On Veterans Day, student vets deserve backup
This Veterans Day, hundreds of thousands of vets are taking advantage of the most generous GI Bill since World War II. Congress got it right in 2008 when it increased tuition funding for returning service men and women. With the aid kicking in this fall, the Department of Veteran Affairs as well as colleges and universities must also do right by student vets. [Editor's note: The original version misstated the department name.]
That hasn't been so easy at the VA, which expects the number of veterans receiving federal education aid to increase by as much as 25 percent this year – to 460,000.
Applicants have overwhelmed the VA's old technology and bureaucracy, delaying delivery of checks that fully cover in-state tuition and provide a stipend for housing and books. (Matching dollars are available at private institutions that give vets financial aid.)
The backup has forced some veterans to choose work over school and drop classes for lack of funds. "I'm here to say we're sorry," said Tammy Duckworth, the assistant VA secretary, at the University of Missouri in St. Louis last month. More than that, the VA has hired 700 people to help process claims and is sending out $3,000 emergency checks to tide over veterans.

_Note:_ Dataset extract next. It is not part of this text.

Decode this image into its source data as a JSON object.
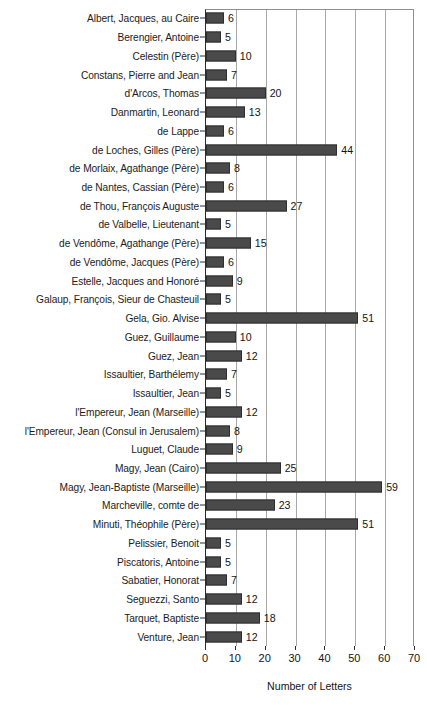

For their part, many colleges and universities are showing flexibility with delayed payments. Also to their credit, many of them are gearing up to serve this special population, which was not so warmly welcomed on campuses in the 1960s and '70s.
Helping America's student vets is more than a matter of funding. The transition from battlefield to campus green can be jarring. Vets are older, often married, and many arrive in class with physical and mental scars. Instead of combating the enemy, they're entangled with cumbersome bureaucracies.
So it's encouraging to see America's institutions of higher learning making an effort to support this special group. Nationwide, 57 percent of public and private colleges and universities provide support services for veterans, according to a survey by the American Council on Education, which represents college presidents and chancellors of degree-granting accredited institutions.
Student veterans are also mobilizing, having formed about 200 chapters of Student Veterans of America since its founding in 2008. The students are making their needs known, and colleges are responding.
Last year, for instance, student vets contacted the president's office at George Mason University in northern Virginia. They were distressed that service members who were called up for duty midsemester received F's and lost their tuition. The university has since hired a full-time liaison for the school's 425 veterans. It reversed the objectionable policies.
Other schools are creating "transition" programs to help vets adjust to school-life. These schools are holding orientations just for veterans, making counseling available, and even reserving vets-only hours at the gym. Simply changing the tuition due date to match the time when veterans receive their benefits can cut red tape and anxiety.
The prospect of $78 billion in student aid to veterans over the next 10 years is surely a strong motivator for universities and colleges to provide support services for them. But so is the moral imperative of giving back to those who have already given so much.